IF they are in the mood, politicians will stop at nothing to prove a point.

Mid-Worcestershire Tory MP Peter Luff, for example, is not willing to rest until he has proved police numbers are falling under Labour.

In fact, he was so determined, he chased a Government Minister out of the Commons debating chamber and served her with a bundle of evidence behind the Speaker's chair!

After digging out statistics in the Commons library, he tried to get the issue debated on BBC radio.

But he was thwarted in his attempts to vent his anger on air when Labour declined to put up a spokesman to challenge his views forcing producers to pull the plug.

Mr Luff then moved on to his next port of call: the chamber of the House of Commons.

Spotting his chance during a debate about the private security industry, he put Home Office Minister Barbara Roche firmly on the spot.

He said: The very useful document Police Service Strength, produced by the library, shows that under each and every Conservative Government, police numbers in West Mercia rose, sometimes by..."

At this point he was interrupted by the threat of intervention from the Speaker but he was not going to be put off.

He continued:Police numbers in Worcestershire increased under every Conservative government and have fallen by 7 per cent under the present Government. That is the fact that I cannot get on to the public record because there is a conspiracy of silence...The Minister was not having any of this, and asked Mr Luff to give way.

She said his figures did not stack up, adding: If he looks at them, he will see that, during the Conservative years, police numbers were falling, and that it is only now, as a result of the resources that we have put in, that that picture is changing. That is the truth.

Mr Luff countered: I am drawn into considerable difficulties here. I am glad to provoke the Minister, but she is simply wrong, as far as my constituency is concerned, at least.

The exchange ended without a satisfactory conclusion for Mr Luff.

So it was at this point that he hot-footed it after the departing Minister.

He said: Shortly after my speech ended, Barbara Roche went to leave the chamber.

I had the figures with me and I was determined to show them to her, so I followed her out.

It took her a little while to focus upon them, but she was more than a little surprised.

She said she would have to show them to Charles Clarke, the Minister in charge of the police..."

This, it is fair to assume, will not be the end of the story.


_Exercise directions_
Write out every line of the material as it stands, apart from the pictures.

_Task data_
-- Opening Marker --

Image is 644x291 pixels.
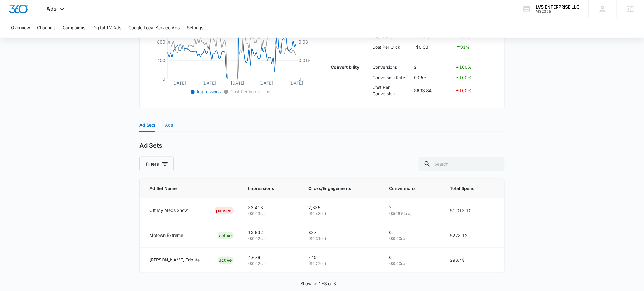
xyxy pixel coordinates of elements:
[218,232,234,239] div: ACTIVE
[150,257,199,264] p: [PERSON_NAME] Tribute
[308,229,374,236] p: 887
[389,255,435,261] p: 0
[443,248,505,272] td: $96.48
[63,19,85,38] button: Campaigns
[289,80,303,85] tspan: [DATE]
[248,229,294,236] p: 12,692
[93,19,121,38] button: Digital TV Ads
[162,76,166,82] tspan: 0
[456,74,494,81] div: 100 %
[248,205,294,211] p: 33,418
[308,261,374,267] p: ( $0.22 ea)
[389,236,435,242] p: ( $0.00 ea)
[371,41,415,52] td: Cost Per Click
[157,58,166,63] tspan: 400
[450,185,486,192] span: Total Spend
[308,211,374,217] p: ( $0.43 ea)
[215,207,234,215] div: PAUSED
[389,205,435,211] p: 2
[218,257,234,264] div: ACTIVE
[443,199,505,223] td: $1,013.10
[389,229,435,236] p: 0
[139,157,174,172] button: Filters
[187,19,204,38] button: Settings
[248,211,294,217] p: ( $0.03 ea)
[202,80,216,85] tspan: [DATE]
[308,255,374,261] p: 440
[371,83,412,98] td: Cost Per Conversion
[139,122,156,129] div: Ad Sets
[412,83,454,98] td: $693.84
[298,58,311,63] tspan: 0.015
[196,89,221,94] span: Impressions
[308,236,374,242] p: ( $0.31 ea)
[389,185,427,192] span: Conversions
[230,89,270,94] span: Cost Per Impression
[259,80,273,85] tspan: [DATE]
[298,39,308,45] tspan: 0.03
[415,41,455,52] td: $0.38
[231,80,245,85] tspan: [DATE]
[308,205,374,211] p: 2,335
[456,87,494,94] div: 100 %
[165,122,173,129] div: Ads
[150,207,188,214] p: Off My Meds Show
[536,9,580,14] div: account id
[536,4,580,9] div: account name
[389,261,435,267] p: ( $0.00 ea)
[389,211,435,217] p: ( $506.54 ea)
[172,80,186,85] tspan: [DATE]
[419,157,505,172] input: Search
[456,43,494,51] div: 31 %
[128,19,180,38] button: Google Local Service Ads
[46,5,57,12] span: Ads
[456,63,494,71] div: 100 %
[139,142,162,150] h2: Ad Sets
[371,73,412,83] td: Conversion Rate
[301,281,336,288] p: Showing 1-3 of 3
[412,73,454,83] td: 0.05%
[150,232,183,239] p: Motown Extreme
[331,64,359,69] strong: Convertibility
[248,261,294,267] p: ( $0.02 ea)
[150,185,225,192] span: Ad Set Name
[248,236,294,242] p: ( $0.02 ea)
[248,185,286,192] span: Impressions
[308,185,366,192] span: Clicks/Engagements
[298,76,302,82] tspan: 0
[11,19,30,38] button: Overview
[37,19,56,38] button: Channels
[248,255,294,261] p: 4,676
[412,62,454,73] td: 2
[443,223,505,249] td: $278.12
[157,39,166,45] tspan: 800
[371,62,412,73] td: Conversions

-- Closing Marker --

_Task output_
Image is 644x291 pixels.
xyxy pixel coordinates of elements:
[218,232,234,239] div: ACTIVE
[150,257,199,264] p: [PERSON_NAME] Tribute
[308,229,374,236] p: 887
[389,255,435,261] p: 0
[443,248,505,272] td: $96.48
[63,19,85,38] button: Campaigns
[289,80,303,85] tspan: [DATE]
[248,229,294,236] p: 12,692
[93,19,121,38] button: Digital TV Ads
[162,76,166,82] tspan: 0
[456,74,494,81] div: 100 %
[248,205,294,211] p: 33,418
[308,261,374,267] p: ( $0.22 ea)
[389,236,435,242] p: ( $0.00 ea)
[371,41,415,52] td: Cost Per Click
[157,58,166,63] tspan: 400
[450,185,486,192] span: Total Spend
[308,211,374,217] p: ( $0.43 ea)
[215,207,234,215] div: PAUSED
[389,205,435,211] p: 2
[218,257,234,264] div: ACTIVE
[443,199,505,223] td: $1,013.10
[389,229,435,236] p: 0
[139,157,174,172] button: Filters
[187,19,204,38] button: Settings
[248,211,294,217] p: ( $0.03 ea)
[202,80,216,85] tspan: [DATE]
[308,255,374,261] p: 440
[371,83,412,98] td: Cost Per Conversion
[139,122,156,129] div: Ad Sets
[412,83,454,98] td: $693.84
[298,58,311,63] tspan: 0.015
[196,89,221,94] span: Impressions
[308,236,374,242] p: ( $0.31 ea)
[389,185,427,192] span: Conversions
[230,89,270,94] span: Cost Per Impression
[259,80,273,85] tspan: [DATE]
[298,39,308,45] tspan: 0.03
[415,41,455,52] td: $0.38
[231,80,245,85] tspan: [DATE]
[308,205,374,211] p: 2,335
[456,87,494,94] div: 100 %
[165,122,173,129] div: Ads
[150,207,188,214] p: Off My Meds Show
[536,9,580,14] div: account id
[536,4,580,9] div: account name
[389,261,435,267] p: ( $0.00 ea)
[389,211,435,217] p: ( $506.54 ea)
[172,80,186,85] tspan: [DATE]
[419,157,505,172] input: Search
[456,43,494,51] div: 31 %
[128,19,180,38] button: Google Local Service Ads
[46,5,57,12] span: Ads
[456,63,494,71] div: 100 %
[139,142,162,150] h2: Ad Sets
[371,73,412,83] td: Conversion Rate
[301,281,336,288] p: Showing 1-3 of 3
[412,73,454,83] td: 0.05%
[150,232,183,239] p: Motown Extreme
[331,64,359,69] strong: Convertibility
[248,261,294,267] p: ( $0.02 ea)
[150,185,225,192] span: Ad Set Name
[248,236,294,242] p: ( $0.02 ea)
[248,185,286,192] span: Impressions
[308,185,366,192] span: Clicks/Engagements
[298,76,302,82] tspan: 0
[11,19,30,38] button: Overview
[37,19,56,38] button: Channels
[248,255,294,261] p: 4,676
[412,62,454,73] td: 2
[443,223,505,249] td: $278.12
[157,39,166,45] tspan: 800
[371,62,412,73] td: Conversions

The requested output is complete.